Now part of it is that the code generated for it was just bad. We
should inline the call to "current_user_ns()", because immediately
afterwards we do "current_fsuid()", and a lot of it is shared (they
both access "current->cred"). Easy enough (just use
"_current_user_ns()" instead, to inline it). And let's not use
"mode_t", use "unsigned int" and gcc generates better code.
Fine. That gets us down a bit, so now it's not the third-hottest
kernel function, now it's just the fifth-hottest one:
1.67% make [kernel.kallsyms] [k] __strncpy_from_user
1.39% make [kernel.kallsyms] [k] do_lookup
1.28% make [kernel.kallsyms] [k]
acl_permission_check
which is still really quite depressing.
The annotated profile tells the story:
7.36 : ffffffff810bcd52: 65 48 8b 04 25 80 b5 mov
%gs:0xb580,%rax
9.71 : ffffffff810bcd67: 48 8b 80 18 03 00 00 mov
0x318(%rax),%rax
15.34 : ffffffff810bcd71: 48 8b 70 70 mov
0x70(%rax),%rsi
30.57 : ffffffff810bcd79: 48 81 7e 58 00 3b a4 cmpq
$0xffffffff81a43b00,0x58(%rsi)
Those four instructions are about two thirds of the cost of the
function. The last two are about 50% of the cost.

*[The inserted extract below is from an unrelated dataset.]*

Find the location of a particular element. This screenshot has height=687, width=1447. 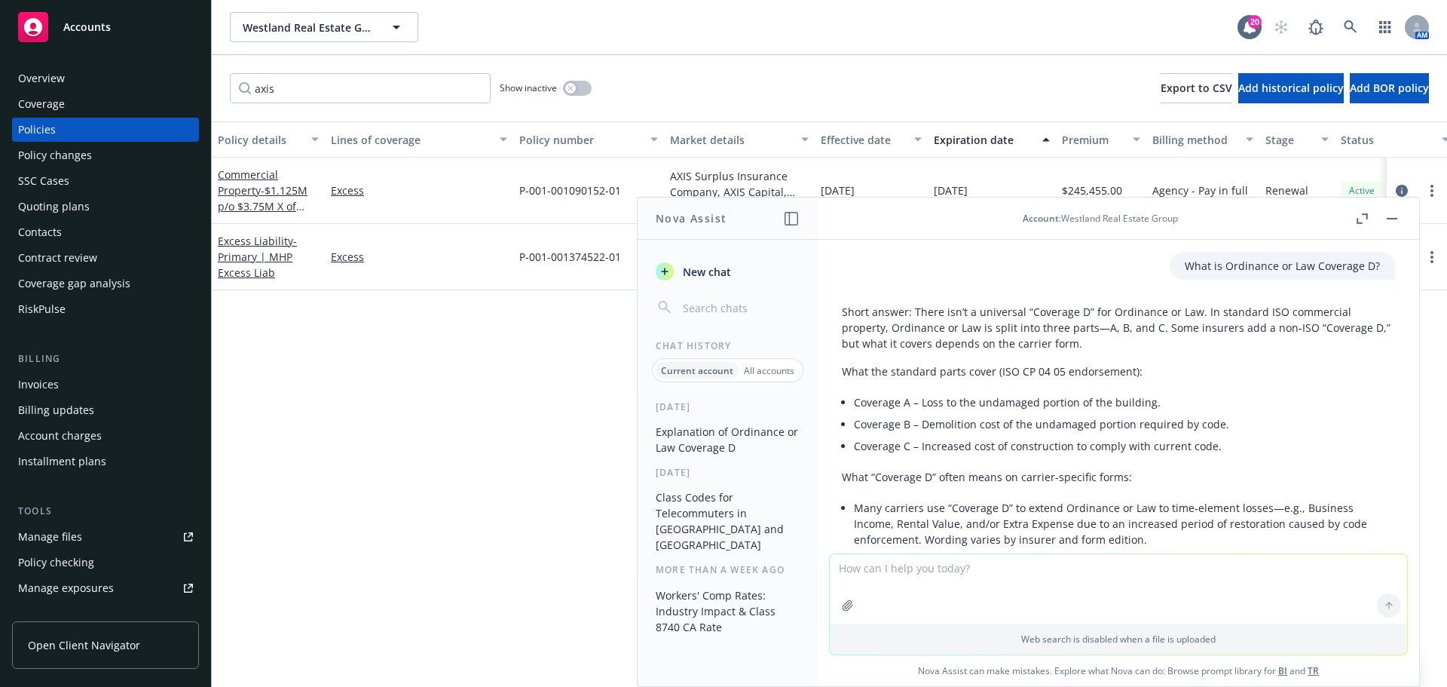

They are the accesses to "current", "->cred", "->user" and "->user_ns"
respectively (the cmp with the big constant is that compare against
"init_ns").
Now, if we got rid of them, we wouldn't improve performance by 2/3rds
on that function, because we do need the two first accesses for
"fsuid" (which is the next check), and the third one (which is
currently "cred->user" ends up doing the cache miss that we'd take for
"cred->fsuid" anyway. So the first three costs are fairly inescapable.
They are also cheaper, probably because those fields tend to be more
often in the cache. So it really is that fourth one that hurts the
most, as shown by it taking almost a third of the cycles of that
function.
And it all comes from that annoying commit e795b71799ff0 ("userns:
userns: check user namespace for task->file uid equivalence checks"),
and I bet nobody involved thought about how expensive that was.
That "user_ns" is _really_ expensive to load. And the fact that it's
after a chain of three other loads makes it all totally serialized,
and makes things much more expensive.
Could we perhaps have "user_ns" directly in the "struct cred"? Or
could we avoid or short-circuit this check entirely somehow, since it
always checks against "init_ns"?
It's sad seeing that long chain of accesses and how nasty it gets (and
interesting but perhaps not surprising how it also clearly gets colder
from the cache the further away from "current" that it is).
It's extra sad, considering that almost nobody gets any _advantage_
from that stupid user_ns test. So it really is wasted time.